Convergence across states is a deliberate goal. If several states each adopt their own variant, fragmentation becomes a cost borne by developers and regulators alike. The shared indicator methodology and common tier definitions, anchored by the Standing Commission, are designed so that adoptions track one another, letting a classification established in one state inform rather than collide with the next.
Resilience under challenge is engineered in. The instruments include robust severability, so that a court setting aside one provision leaves the remainder intact — a structural assurance that lowers the risk a legislator assumes in voting for the measure.

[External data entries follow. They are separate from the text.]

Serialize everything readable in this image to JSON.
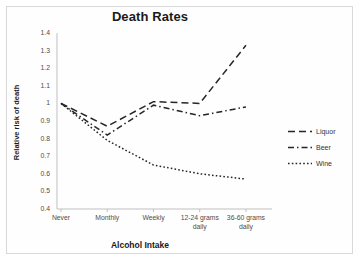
{
  "chart_data": {
    "type": "line",
    "title": "Death Rates",
    "xlabel": "Alcohol Intake",
    "ylabel": "Relative risk of death",
    "categories": [
      "Never",
      "Monthly",
      "Weekly",
      "12-24 grams daily",
      "36-60 grams daily"
    ],
    "category_lines": [
      [
        "Never"
      ],
      [
        "Monthly"
      ],
      [
        "Weekly"
      ],
      [
        "12-24 grams",
        "daily"
      ],
      [
        "36-60 grams",
        "daily"
      ]
    ],
    "ylim": [
      0.4,
      1.4
    ],
    "yticks": [
      "1.4",
      "1.3",
      "1.2",
      "1.1",
      "1",
      "0.9",
      "0.8",
      "0.7",
      "0.6",
      "0.5",
      "0.4"
    ],
    "grid": false,
    "legend_position": "right",
    "series": [
      {
        "name": "Liquor",
        "values": [
          1.0,
          0.87,
          1.01,
          1.0,
          1.33
        ],
        "dash": "long-dash",
        "color": "#262626"
      },
      {
        "name": "Beer",
        "values": [
          1.0,
          0.82,
          0.99,
          0.93,
          0.98
        ],
        "dash": "dash-dot",
        "color": "#262626"
      },
      {
        "name": "Wine",
        "values": [
          1.0,
          0.79,
          0.65,
          0.6,
          0.57
        ],
        "dash": "dotted",
        "color": "#262626"
      }
    ]
  },
  "axis": {
    "line_color": "#bfbfbf"
  }
}
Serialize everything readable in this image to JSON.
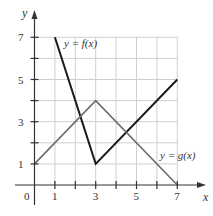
{
  "chart_data": {
    "type": "line",
    "title": "",
    "xlabel": "x",
    "ylabel": "y",
    "xlim": [
      0,
      7
    ],
    "ylim": [
      0,
      7
    ],
    "grid": true,
    "x_ticks": [
      1,
      2,
      3,
      4,
      5,
      6,
      7
    ],
    "x_tick_labels": [
      "0",
      "1",
      "3",
      "5",
      "7"
    ],
    "y_ticks": [
      1,
      2,
      3,
      4,
      5,
      6,
      7
    ],
    "y_tick_labels": [
      "1",
      "3",
      "5",
      "7"
    ],
    "series": [
      {
        "name": "y = f(x)",
        "color": "#1a1a1a",
        "points": [
          [
            1,
            7
          ],
          [
            3,
            1
          ],
          [
            7,
            5
          ]
        ]
      },
      {
        "name": "y = g(x)",
        "color": "#6b6b6b",
        "points": [
          [
            0,
            1
          ],
          [
            3,
            4
          ],
          [
            7,
            0
          ]
        ]
      }
    ],
    "annotations": [
      {
        "text": "y = f(x)",
        "near": [
          1.5,
          6.7
        ]
      },
      {
        "text": "y = g(x)",
        "near": [
          6.2,
          1.4
        ]
      }
    ]
  },
  "labels": {
    "x_axis": "x",
    "y_axis": "y",
    "origin": "0",
    "f_label": "y = f(x)",
    "g_label": "y = g(x)"
  }
}
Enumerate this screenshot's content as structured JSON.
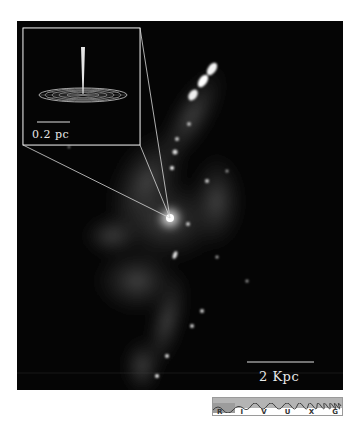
{
  "figure": {
    "inset": {
      "scale_label": "0.2 pc",
      "content": "accretion-disk-with-jet"
    },
    "main": {
      "scale_label": "2 Kpc"
    },
    "spectrum_bar": {
      "bands": [
        "R",
        "I",
        "V",
        "U",
        "X",
        "G"
      ],
      "highlighted_band": "R"
    },
    "colors": {
      "background": "#ffffff",
      "photo_background": "#050505",
      "annotation_lines": "#d8d8d8",
      "spectrum_fill": "#b4b4b4"
    }
  }
}
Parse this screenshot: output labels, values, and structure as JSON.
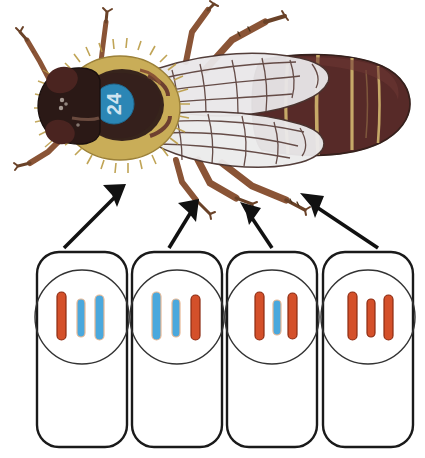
{
  "figure": {
    "specimen_label": "24",
    "specimen_label_color": "#2b86b5",
    "organism": "fly",
    "arrow_count": 4,
    "arrow_color": "#111111"
  },
  "colors": {
    "chromosome_red": "#d4502a",
    "chromosome_blue": "#4aa8dd",
    "chromosome_outline_red": "#8c2b12",
    "chromosome_outline_blue": "#2f7fb0",
    "chromosome_halo": "#f0c8a8",
    "cell_outline": "#1a1a1a",
    "nucleus_outline": "#333333",
    "background": "#ffffff",
    "body_dark": "#3b2320",
    "body_maroon": "#5e2d2a",
    "thorax_gold": "#cdb25c",
    "wing_fill": "#e6e4e6",
    "wing_vein": "#4a3430",
    "leg_brown": "#8a5436"
  },
  "cells": [
    {
      "name": "cell-1",
      "chromosomes": [
        {
          "id": "chr-1a",
          "color": "red",
          "height": 48,
          "x": 61
        },
        {
          "id": "chr-1b",
          "color": "blue",
          "height": 38,
          "x": 76
        },
        {
          "id": "chr-1c",
          "color": "blue",
          "height": 44,
          "x": 91
        }
      ]
    },
    {
      "name": "cell-2",
      "chromosomes": [
        {
          "id": "chr-2a",
          "color": "blue",
          "height": 48,
          "x": 156
        },
        {
          "id": "chr-2b",
          "color": "blue",
          "height": 38,
          "x": 171
        },
        {
          "id": "chr-2c",
          "color": "red",
          "height": 44,
          "x": 189
        }
      ]
    },
    {
      "name": "cell-3",
      "chromosomes": [
        {
          "id": "chr-3a",
          "color": "red",
          "height": 48,
          "x": 259
        },
        {
          "id": "chr-3b",
          "color": "blue",
          "height": 35,
          "x": 275
        },
        {
          "id": "chr-3c",
          "color": "red",
          "height": 45,
          "x": 291
        }
      ]
    },
    {
      "name": "cell-4",
      "chromosomes": [
        {
          "id": "chr-4a",
          "color": "red",
          "height": 48,
          "x": 352
        },
        {
          "id": "chr-4b",
          "color": "red",
          "height": 38,
          "x": 369
        },
        {
          "id": "chr-4c",
          "color": "red",
          "height": 44,
          "x": 386
        }
      ]
    }
  ]
}
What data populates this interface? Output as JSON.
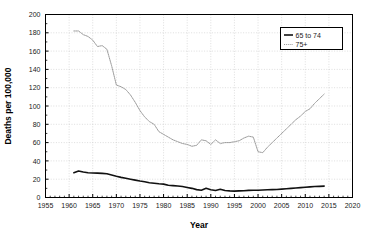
{
  "chart_data": {
    "type": "line",
    "title": "",
    "xlabel": "Year",
    "ylabel": "Deaths per 100,000",
    "xlim": [
      1955,
      2020
    ],
    "ylim": [
      0,
      200
    ],
    "xticks": [
      1955,
      1960,
      1965,
      1970,
      1975,
      1980,
      1985,
      1990,
      1995,
      2000,
      2005,
      2010,
      2015,
      2020
    ],
    "yticks": [
      0,
      20,
      40,
      60,
      80,
      100,
      120,
      140,
      160,
      180,
      200
    ],
    "grid": true,
    "legend_position": "top-right",
    "series": [
      {
        "name": "65 to 74",
        "color": "#111111",
        "style": "solid",
        "x": [
          1961,
          1962,
          1963,
          1964,
          1965,
          1966,
          1967,
          1968,
          1969,
          1970,
          1971,
          1972,
          1973,
          1974,
          1975,
          1976,
          1977,
          1978,
          1979,
          1980,
          1981,
          1982,
          1983,
          1984,
          1985,
          1986,
          1987,
          1988,
          1989,
          1990,
          1991,
          1992,
          1993,
          1994,
          1995,
          1996,
          1997,
          1998,
          1999,
          2000,
          2001,
          2002,
          2003,
          2004,
          2005,
          2006,
          2007,
          2008,
          2009,
          2010,
          2011,
          2012,
          2013,
          2014
        ],
        "y": [
          27.0,
          29.0,
          27.8,
          27.0,
          26.8,
          26.6,
          26.4,
          26.0,
          24.6,
          23.2,
          22.0,
          21.0,
          20.0,
          19.0,
          18.0,
          17.2,
          16.2,
          15.6,
          15.0,
          14.6,
          13.4,
          13.0,
          12.6,
          12.0,
          11.0,
          10.0,
          8.6,
          8.0,
          10.0,
          8.4,
          7.6,
          9.0,
          7.6,
          7.2,
          7.0,
          7.2,
          7.4,
          7.8,
          8.0,
          8.0,
          8.2,
          8.4,
          8.6,
          8.8,
          9.2,
          9.6,
          10.0,
          10.4,
          10.8,
          11.2,
          11.6,
          12.0,
          12.2,
          12.4
        ]
      },
      {
        "name": "75+",
        "color": "#9a9a9a",
        "style": "dotted",
        "x": [
          1961,
          1962,
          1963,
          1964,
          1965,
          1966,
          1967,
          1968,
          1969,
          1970,
          1971,
          1972,
          1973,
          1974,
          1975,
          1976,
          1977,
          1978,
          1979,
          1980,
          1981,
          1982,
          1983,
          1984,
          1985,
          1986,
          1987,
          1988,
          1989,
          1990,
          1991,
          1992,
          1993,
          1994,
          1995,
          1996,
          1997,
          1998,
          1999,
          2000,
          2001,
          2002,
          2003,
          2004,
          2005,
          2006,
          2007,
          2008,
          2009,
          2010,
          2011,
          2012,
          2013,
          2014
        ],
        "y": [
          182.0,
          182.0,
          178.0,
          176.0,
          172.0,
          165.0,
          166.0,
          162.0,
          144.0,
          123.0,
          121.0,
          118.0,
          112.0,
          104.0,
          95.0,
          88.0,
          83.0,
          80.0,
          72.0,
          69.0,
          66.0,
          63.0,
          61.0,
          59.0,
          58.0,
          56.0,
          57.0,
          63.0,
          62.0,
          58.0,
          63.0,
          59.0,
          60.0,
          60.0,
          61.0,
          62.0,
          65.0,
          67.0,
          66.0,
          50.0,
          49.0,
          55.0,
          60.0,
          65.0,
          70.0,
          75.0,
          80.0,
          85.0,
          89.0,
          94.0,
          97.0,
          103.0,
          108.0,
          113.0
        ]
      }
    ],
    "legend": [
      {
        "label": "65 to 74",
        "style": "solid",
        "color": "#111111"
      },
      {
        "label": "75+",
        "style": "dotted",
        "color": "#9a9a9a"
      }
    ]
  }
}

Finally, the framework is offered as a floor rather than a ceiling: a state-level bridge for the present moment, compatible with and informative to eventual federal policy (Winter & Bullock, 2026). A state that adopts it now helps build the evidentiary and institutional record on which a later federal framework can draw. The same content can be carried in a federal-ready form, so the model holds its value whether the national standard the order anticipates arrives soon or not at all, keeping the state track and a federal option open at once.
The constitutional and preemption points here, including the characterization of the December 2025 order's reach, describe how the instruments are drafted to behave and the position AAPI intends to advance; they do not guarantee how a court or a federal drafter would rule. Before wide circulation, the federalism provisions and the carve-out argument warrant review by counsel with constitutional and administrative-law expertise.
The question of AI moral status is open, and will likely remain open through several more generations of capability. Legislating a permanent answer now, in either direction, trades a hard problem for a brittle rule. The PMG architecture offers states a different path: classify by evidence, scale obligations to that evidence along two independent axes, and preserve the capacity to adjust as the science matures. It asks legislatures to keep the moral-status decision available to those who will be better positioned to make it, rather than settling it today by statute.
The AI Alignment Policy Institute welcomes critique and engagement from the legal, technical, and policy communities. Comments may be directed to the AAPI Founding Director at nakanishi@aialignmentpolicy.org.
© 2026 AI Alignment Policy Institute. Permission is granted to reproduce and distribute this document for noncommercial purposes provided it is reproduced in full and attributed to the AI Alignment Policy Institute.